If your organisation is using Microsoft Teams for meetings, you need to understand some changes to meeting chat conversations. Meeting chat is where some of the greatest value is shared. You need to understand who can access meeting chat when they can access the chat and for how long.
I pulled together a demo to test the different experiences of meeting chat. I tested the different ways a person can be invited to a meeting and join Equestrian dating service a meeting. This is a sums features and capabilities as of . If you are watching this a year from now, 6 months, heck even 2 weeks from now… you might see a different experience.
Let’s start by talking about online meetings. They are part of everyday life now. Working in the new normal means that online meetings are the most common way to include people working remotely and in the office when we collaborate. But we really should try to reduce the time we are in meetings and try to collaborate through conversation in our own timing – through meeting chat.
If your organisation uses Microsoft Teams for meetings and collaboration, you now need to consider who will have full access to the meeting chat and who will have temporary access.
Full access means you can see the entire history of the conversation.
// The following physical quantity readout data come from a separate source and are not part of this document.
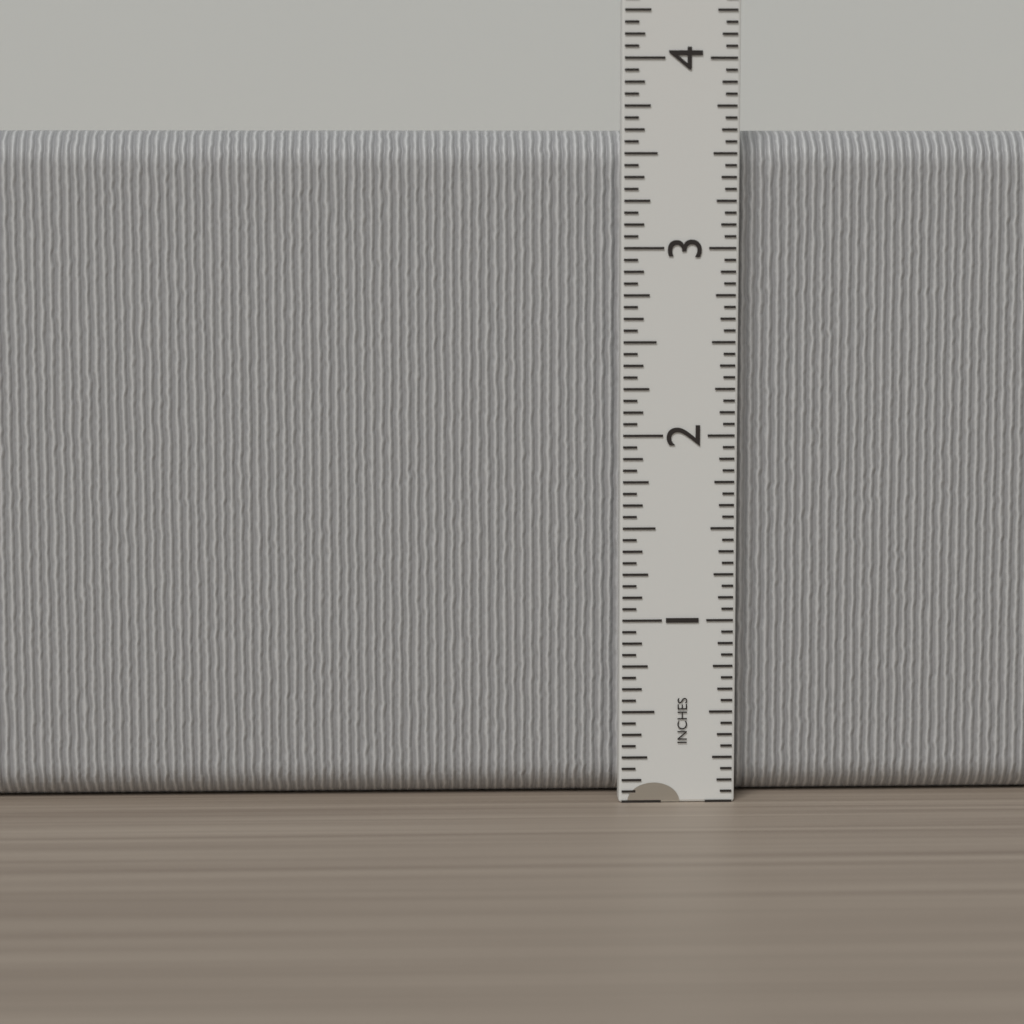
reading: 3.6250 in
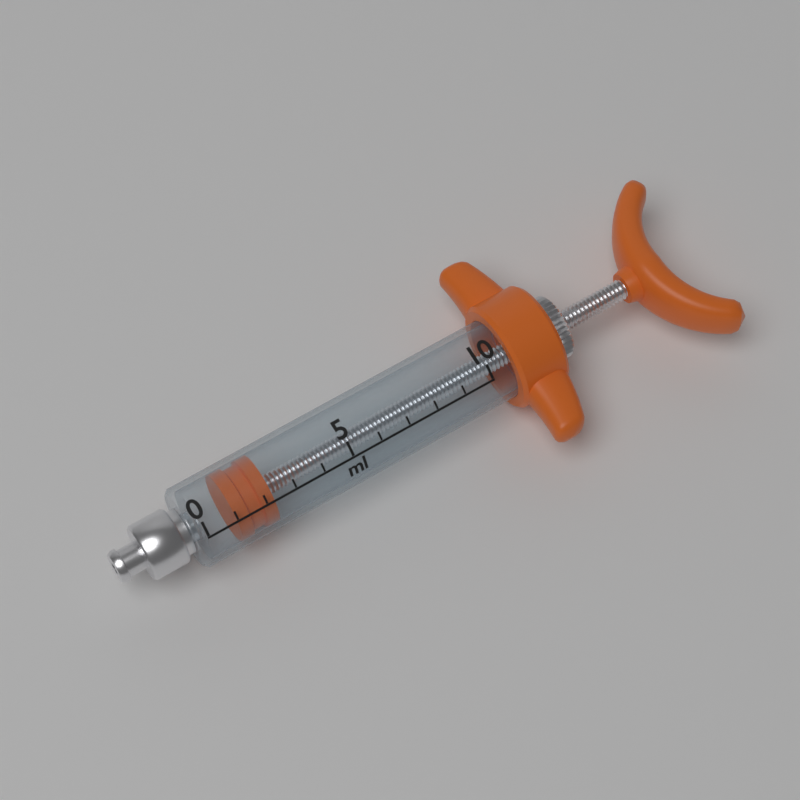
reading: 1 ml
You can join the conversation before the meeting. You can share files and access files others have shared. This is the fullest experience of meeting chat and you can engage in it before, during and after the meeting.
When you have temporary access to meeting chat, it means you can only join the conversation when you join the meeting. You only see chat and responses in the conversation from the time you join the meeting till the time you leave. You can access files that were shared during that time. You can access the meeting recording. But as soon as the meeting finishes and you leave, you can’t see any new posts and you can’t post to the conversation anymore.
Who has full access to the chat?
If you are required in the meeting invite or optional, you have full access too. Required people will add value to the meeting. They share ideas, present, discuss and decide. Optional people will find value from the meeting. They could add value but are not required to attend. When you are required or optional, you’ll be able to access the full chat conversation after the meeting, even when you didn’t attend. But there is an exception to this.
External Guest’s that are Required or Optional are from outside of your organisation. Today, guests have temporary access to the chat.
I have a problem with that. If a guest is invited as Required, the organiser has determined that the guest will add value to the meeting. They are attending to collaborate, share ideas, even present.
Who has temporary access to the meeting conversation?
Sometimes a meeting organiser edits the invite to add required and optional people. The invite has already been sent. But the additional people are invited because they will add and find value in attending. Let’s call this group the Edited Invite attendees. They only have temporary access to the meeting chat, even though the organiser added them to the invite before the meeting.
I find this strange. The meeting organiser has edited and extended the invite to them. They should have the same experience as those who were included in the original invite. To me, the meeting organiser is like an owner of a file and the invite is the file. When an organiser adds your name to the invite, the permissions are set. Maybe this is a meeting option we need. To be able to define who has full and temporary access to the meeting conversation when we create and edit the invite.
Sometimes a person who has been invited wants to add another person to the meeting because they think they will add value. They forward the invite and it is accepted. The meeting organiser is notified about the forwarded invite and receives the RSVP response. A person who accepts a forwarded invite only has temporary access to the meeting chat. Should they have full access if an organiser accepts their RSVP?
Meeting organisers may need to make a meeting widely available for people to attend. A good example of this is a webinar or an open meeting. They publish a link that people can use to join the meeting. A person joining a meeting using a link has temporary access to a meeting chat. But that makes sense given they don’t have an invite in their calendar.
Lastly, people are invited to join a running meeting. They can add value to the meeting at that moment in the conversation. They have temporary access to the meeting chat. In some cases, they shouldn’t see meeting chat before they joined… They don’t need to see chat after they leave the meeting.
Closing thoughts
Organising a meeting and giving access to meeting chat access should be simple. But it’s another thing for meeting organisers need to anticipate when planning their meeting. It has become a frustration, especially after the meeting. A meeting organiser or attendee can ask follow up questions, post responses, discuss tasks, share additional resources. Some of the greatest value comes from the conversation after a meeting. But now, it is not immediately clear who will still be included in the conversation.
If some of the greatest value is realised in post-meeting conversation, who do you think should continue to have access? People who have been added to an edited meeting invite should have full access. The meeting organiser added them after the original invite was sent. External Guests should if they were required. But we need more control over this for different scenarios. A Guest may be a collaborator who needs full access to the conversation so they can continue to collaborate. A Guest might be a presenter and need to respond to follow up questions. Or the Guest might just need temporary access to contribute ideas or receive information during the meeting.
This is a changing space. I should start all my videos now with a statement that the information and opinions are based on the experience at the time of the recording.